Bolt has one-click deployment to Netlify. The button is in the top-right of the Bolt interface. Clicking it:

  1. Builds the app (Vite build or Next.js build, depending on your stack).
  2. Deploys to a Netlify subdomain (yourapp.netlify.app).
  3. Sets up a CI/CD pipeline so future changes you make in Bolt auto-deploy.

The Netlify deployment is free for hobby projects. For a custom domain, you need a Netlify account and domain setup (standard Netlify custom domain flow).

For Vercel deployment, the process is manual: download the code from Bolt (there's an export/download button), push it to a GitHub repo, and connect that repo to Vercel. It's more steps but gives you more control.

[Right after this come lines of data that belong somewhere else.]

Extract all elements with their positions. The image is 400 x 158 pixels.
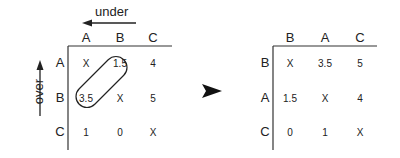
right-arrowhead-icon	[202, 84, 222, 98]
matrix-cell: X	[141, 127, 165, 138]
matrix-cell: 5	[348, 58, 372, 69]
matrix-cell: X	[313, 93, 337, 104]
under-label: under	[95, 4, 128, 19]
row-header: A	[255, 90, 275, 105]
matrix-cell: X	[348, 127, 372, 138]
matrix-cell: 1	[74, 127, 98, 138]
over-label: over	[31, 72, 46, 112]
col-header: A	[315, 30, 335, 45]
row-header: C	[255, 124, 275, 139]
col-header: A	[76, 30, 96, 45]
matrix-cell: 3.5	[313, 58, 337, 69]
col-header: B	[280, 30, 300, 45]
row-header: B	[50, 90, 70, 105]
matrix-cell: X	[278, 58, 302, 69]
matrix-cell: 4	[348, 93, 372, 104]
row-header: B	[255, 55, 275, 70]
row-header: C	[50, 124, 70, 139]
matrix-cell: X	[74, 58, 98, 69]
col-header: C	[350, 30, 370, 45]
matrix-cell: 1.5	[108, 58, 132, 69]
matrix-cell: 1	[313, 127, 337, 138]
matrix-cell: 4	[141, 58, 165, 69]
matrix-cell: 0	[278, 127, 302, 138]
matrix-cell: 1.5	[278, 93, 302, 104]
matrix-cell: 0	[108, 127, 132, 138]
col-header: C	[143, 30, 163, 45]
row-header: A	[50, 55, 70, 70]
matrix-cell: 3.5	[74, 93, 98, 104]
col-header: B	[110, 30, 130, 45]
matrix-cell: X	[108, 93, 132, 104]
matrix-cell: 5	[141, 93, 165, 104]
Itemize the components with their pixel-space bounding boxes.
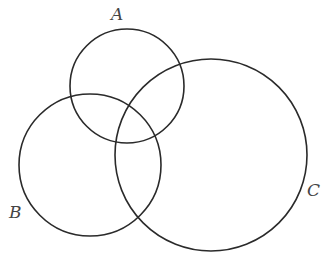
venn-diagram: A B C bbox=[0, 0, 328, 267]
label-a: A bbox=[109, 4, 123, 24]
label-c: C bbox=[307, 180, 320, 200]
circle-c bbox=[115, 59, 307, 251]
circle-a bbox=[70, 29, 184, 143]
circle-b bbox=[19, 94, 161, 236]
label-b: B bbox=[8, 202, 22, 222]
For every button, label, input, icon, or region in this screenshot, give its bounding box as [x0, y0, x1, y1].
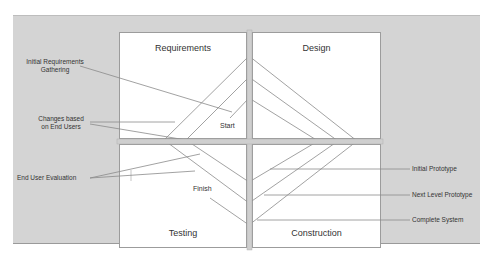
start-marker-label: Start [220, 122, 235, 129]
label-complete-system: Complete System [412, 216, 463, 224]
horizontal-axis-bar [117, 139, 383, 144]
label-initial-requirements: Initial Requirements Gathering [20, 58, 90, 74]
label-next-level-prototype: Next Level Prototype [412, 191, 472, 199]
connector-initial-requirements [80, 66, 232, 112]
finish-marker-label: Finish [193, 185, 212, 192]
spiral-path-lines [0, 0, 494, 275]
label-initial-prototype: Initial Prototype [412, 165, 457, 173]
label-changes-end-users: Changes based on End Users [30, 115, 92, 131]
label-end-user-evaluation: End User Evaluation [17, 174, 76, 182]
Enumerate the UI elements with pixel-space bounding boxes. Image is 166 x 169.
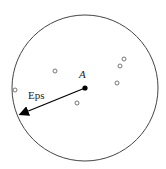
neighbor-point <box>13 88 17 92</box>
eps-label: Eps <box>28 89 45 101</box>
neighbor-point <box>122 57 126 61</box>
center-label: A <box>78 68 86 80</box>
center-point-a <box>82 85 87 90</box>
neighbor-point <box>53 69 57 73</box>
neighbor-point <box>115 81 119 85</box>
neighbor-point <box>75 101 79 105</box>
eps-neighborhood-diagram: A Eps <box>0 0 166 169</box>
neighbor-point <box>118 64 122 68</box>
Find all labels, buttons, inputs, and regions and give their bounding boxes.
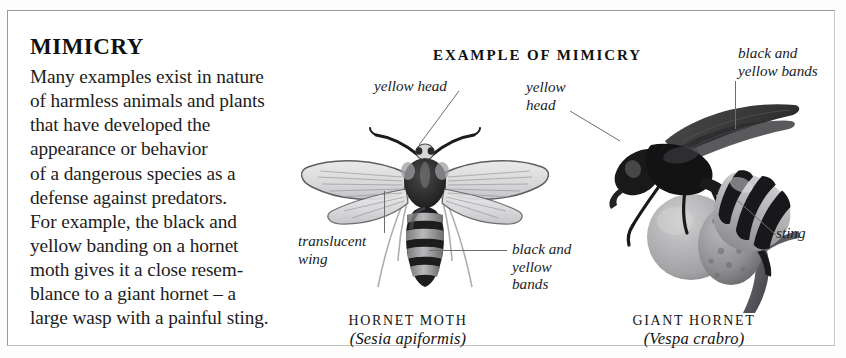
giant-hornet-illustration <box>603 99 818 314</box>
page-root: MIMICRY Many examples exist in nature of… <box>0 0 846 358</box>
article-body: Many examples exist in nature of harmles… <box>30 65 298 330</box>
label-moth-black-yellow-bands: black and yellow bands <box>512 240 571 293</box>
leader-line-hornet-sting <box>736 199 780 239</box>
leader-line-moth-wing <box>384 191 385 233</box>
leader-line-moth-head <box>413 89 463 149</box>
figure-title: EXAMPLE OF MIMICRY <box>433 47 642 64</box>
article-text-column: MIMICRY Many examples exist in nature of… <box>30 35 298 330</box>
caption-common-name: GIANT HORNET <box>594 312 794 329</box>
leader-line-hornet-head <box>568 109 624 145</box>
caption-latin-name: (Vespa crabro) <box>594 329 794 348</box>
leader-line-moth-bands <box>429 250 507 251</box>
caption-latin-name: (Sesia apiformis) <box>308 329 508 348</box>
leader-line-hornet-bands <box>735 81 736 129</box>
page-title: MIMICRY <box>30 35 298 59</box>
caption-giant-hornet: GIANT HORNET (Vespa crabro) <box>594 312 794 348</box>
label-hornet-yellow-head: yellow head <box>526 78 566 113</box>
label-hornet-sting: sting <box>776 224 806 242</box>
caption-common-name: HORNET MOTH <box>308 312 508 329</box>
label-moth-translucent-wing: translucent wing <box>298 232 366 267</box>
label-moth-yellow-head: yellow head <box>374 77 447 95</box>
caption-hornet-moth: HORNET MOTH (Sesia apiformis) <box>308 312 508 348</box>
content-frame: MIMICRY Many examples exist in nature of… <box>7 10 835 346</box>
label-hornet-black-yellow-bands: black and yellow bands <box>738 44 818 79</box>
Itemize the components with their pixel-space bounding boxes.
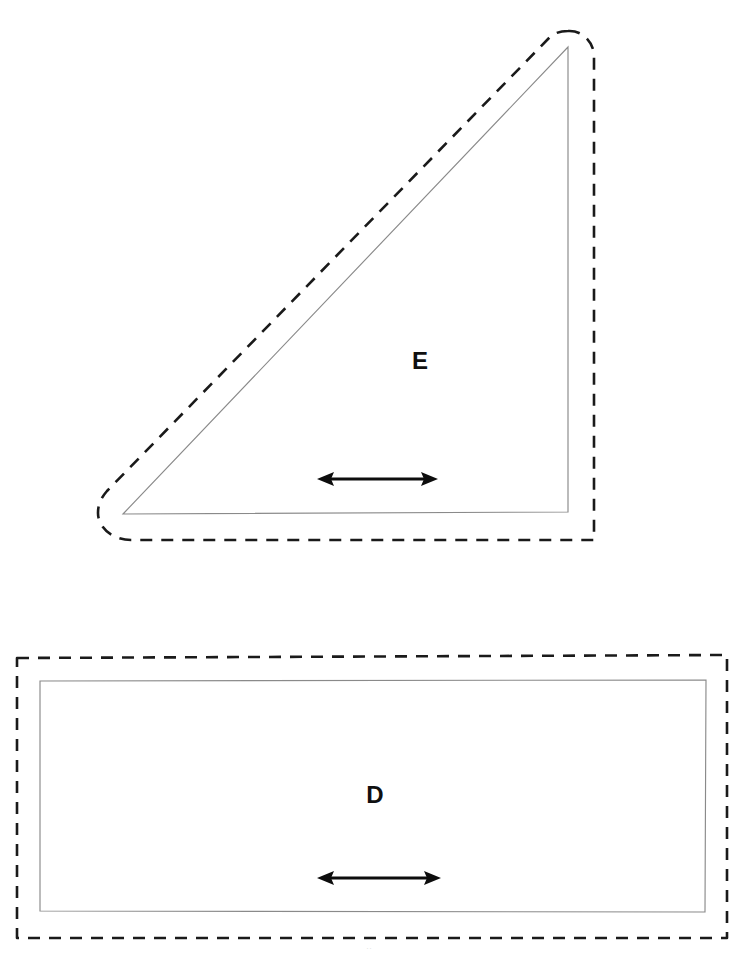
page-bottom-artifact: ·· xyxy=(366,943,372,953)
pattern-sheet: E D ·· xyxy=(0,0,738,954)
piece-label-d: D xyxy=(366,781,383,808)
piece-label-e: E xyxy=(412,347,428,374)
grain-line-d xyxy=(317,871,441,885)
pattern-piece-d[interactable]: D xyxy=(17,655,727,938)
pattern-drawing-canvas: E D ·· xyxy=(0,0,738,954)
pattern-piece-e[interactable]: E xyxy=(98,31,594,540)
grain-line-e xyxy=(317,472,438,486)
cutting-line-e xyxy=(98,31,594,540)
seam-line-e xyxy=(123,47,568,514)
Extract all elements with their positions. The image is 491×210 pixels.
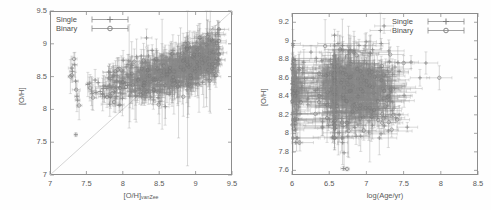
data-point-circle — [292, 108, 313, 138]
x-axis-title-right-main: log(Age/yr) — [367, 191, 404, 200]
data-point-cross — [340, 137, 348, 169]
data-point-cross — [332, 29, 338, 41]
legend-entry-binary-right: Binary — [392, 26, 466, 35]
data-point-cross — [414, 52, 438, 74]
data-point-circle — [427, 66, 452, 90]
legend-marker-circle-errorbar-right — [426, 26, 466, 35]
legend-right: Single Binary — [392, 17, 466, 35]
x-tick-label-right-1: 6.5 — [324, 180, 334, 188]
y-tick-label-right-5: 8.6 — [270, 74, 289, 82]
data-point-cross — [324, 125, 359, 151]
y-tick-label-right-3: 8.2 — [270, 111, 289, 119]
x-tick-label-right-0: 6 — [290, 180, 294, 188]
y-tick-label-right-2: 8 — [270, 130, 289, 138]
y-tick-label-right-4: 8.4 — [270, 93, 289, 101]
data-point-cross — [292, 141, 303, 145]
data-point-circle — [385, 122, 398, 137]
x-axis-title-right: log(Age/yr) — [367, 192, 404, 200]
figure-container: 77.588.599.577.588.599.5 [O/H]vanZee [O/… — [0, 0, 491, 210]
x-tick-label-right-5: 8.5 — [473, 180, 483, 188]
data-point-cross — [373, 40, 404, 62]
x-tick-label-right-4: 8 — [439, 180, 443, 188]
legend-label-single-right: Single — [392, 18, 426, 26]
data-point-cross — [373, 39, 389, 49]
legend-marker-cross-errorbar-right — [426, 17, 466, 26]
y-tick-label-right-0: 7.6 — [270, 167, 289, 175]
x-tick-label-right-2: 7 — [364, 180, 368, 188]
y-tick-label-right-6: 8.8 — [270, 56, 289, 64]
data-point-cross — [404, 56, 419, 69]
y-tick-label-right-8: 9.2 — [270, 19, 289, 27]
y-axis-title-right: [O/H] — [260, 88, 268, 106]
data-point-cross — [410, 69, 429, 86]
legend-label-binary-right: Binary — [392, 27, 426, 35]
legend-entry-single-right: Single — [392, 17, 466, 26]
data-point-circle — [345, 167, 350, 171]
y-tick-label-right-7: 9 — [270, 37, 289, 45]
x-tick-label-right-3: 7.5 — [398, 180, 408, 188]
oh-vs-logage-panel: 66.577.588.57.67.888.28.48.68.899.2 log(… — [0, 0, 491, 210]
data-point-cross — [292, 133, 320, 143]
data-point-cross — [313, 132, 352, 143]
y-tick-label-right-1: 7.8 — [270, 148, 289, 156]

Environment variables (your Supabase URL and keys) are handled automatically for the Netlify integration. For Vercel or any other host, you'll need to set them manually in the platform's environment variable settings.


Where Bolt struggles

Being direct about the limitations saves time:

Large codebases. Bolt is excellent for projects under about 30-40 files. Beyond that, the agent loses track of the full context, and you'll start seeing changes that break other parts of the app. At that point, export the code and continue in a local environment.

Complex state management. If your app needs something beyond basic React state (Zustand, Redux, complex server state), Bolt's scaffolded solutions tend to be fragile. It works for simple CRUD; it doesn't work well for real-time features, complex optimistic updates, or multi-step workflows.

Custom authentication flows. Bolt handles Supabase's email/password auth well. Social auth (OAuth with Google, GitHub) works if you ask for it explicitly. Anything custom like magic links with custom email templates, multi-tenant auth, or enterprise SSO will require manual work after exporting.

Testing. Bolt doesn't generate tests. If your project needs tests, plan to add them after exporting the code to a local environment.

Debugging. The error messages in Bolt's console are less detailed than a local dev environment. For runtime errors that aren't obvious from the UI, you'll want to export and debug locally.

For a 4-6 hour MVP where you need something functional and deployable, Bolt is hard to beat. For anything you're planning to maintain and grow over months, treat Bolt as a scaffolding tool and plan to graduate to a local setup once the initial version is working.